Document Type : Research Paper
Authors
University of Isfahan
Abstract
In linguistic research, the typology of perception verbs has been investigated across numerous languages from a variety of perspectives. As fundamental components of language, verbs play a pivotal role in semantic interpretation. perception verbs, in particular, exhibit diverse meanings across linguistic contexts and serve as important indicators of polysemy. Consequently, exploring their semantic relationships in a cross-linguistic framework has attracted considerable scholarly interest.
This study examines the verbs of perception in Persian language within a typological framework. Its primary objective is to determine the position of Persian perception verbs in Viberg’s (1983) hierarchy. Additional aims include conducting a semantic and syntactic analysis. In the initial phase of the study, the core perception verbs of Persian were systematically identified and catalogued. These comprised did-an (“to see”), shenid-an (“to hear”), chashid-an (“to taste”), buyid-an (“to smell”), and lams kardan (“to touch”). Upon establishing the set of target verbs, a comprehensive corpus search was undertaken. This process was conducted primarily through the native search functionalities of the corpora, supplemented, where necessary, by the application of regular expressions. The resulting data were extracted in text-file format and subsequently imported into statistical and qualitative analysis environments, specifically Excel and SPSS.
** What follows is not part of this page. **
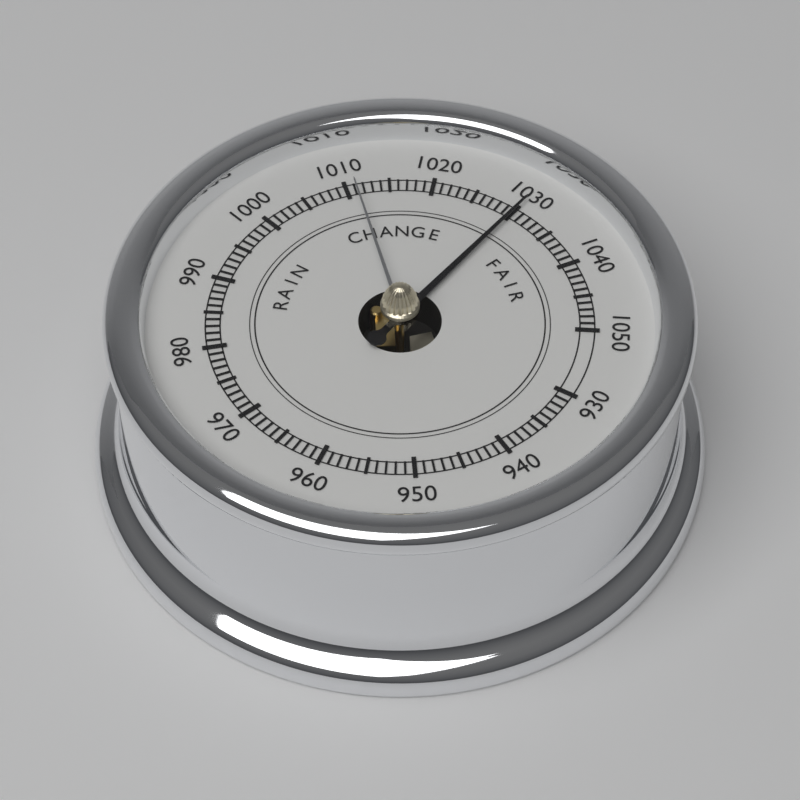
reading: 1030 (no unit)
The corpus-based analysis of perception vocabulary was used to test two hypothesized universals: (1) vision is the dominant sensory modality, and (2) the relative ranking of the senses is cross-culturally consistent. The results confirm that visual references are markedly more frequent than those to other senses, suggesting a universal attentional bias toward visual phenomena. Nevertheless, the relative frequencies of the other senses varied cross-linguistically. These findings indicate that both universal constraints and culture-specific factors contribute to shaping linguistic representations of perception. While the visual-dominance hypothesis was strongly supported, the study did not identify a single universal sensory hierarchy. The remaining modalities displayed greater variation in frequency and referential scope.
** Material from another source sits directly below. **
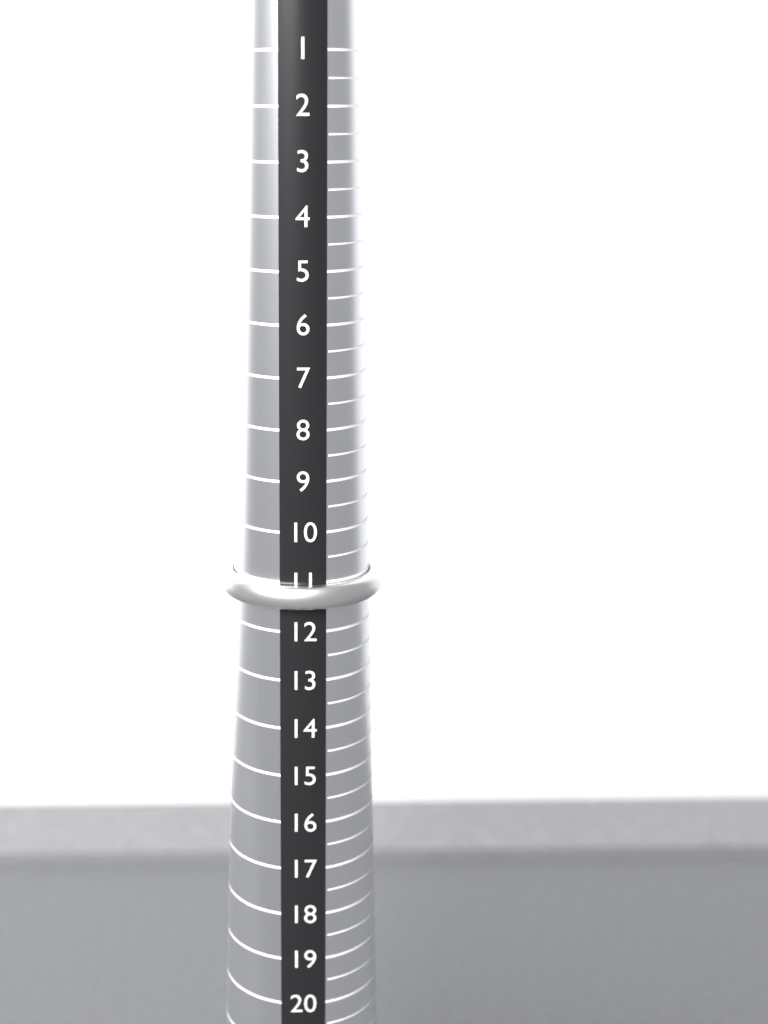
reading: 11.5 (no unit)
Although hearing frequently ranked second after vision in many languages, this pattern was not universal. Thus, the predominance of hearing over touch, taste, and smell may be regarded as a probable—but not absolute—universal tendency. We argue that the observed global bias toward hearing is also linked to communicative salience, as visual verbs across languages tend to exhibit a higher degree of markedness compared to non-visual sensory verbs.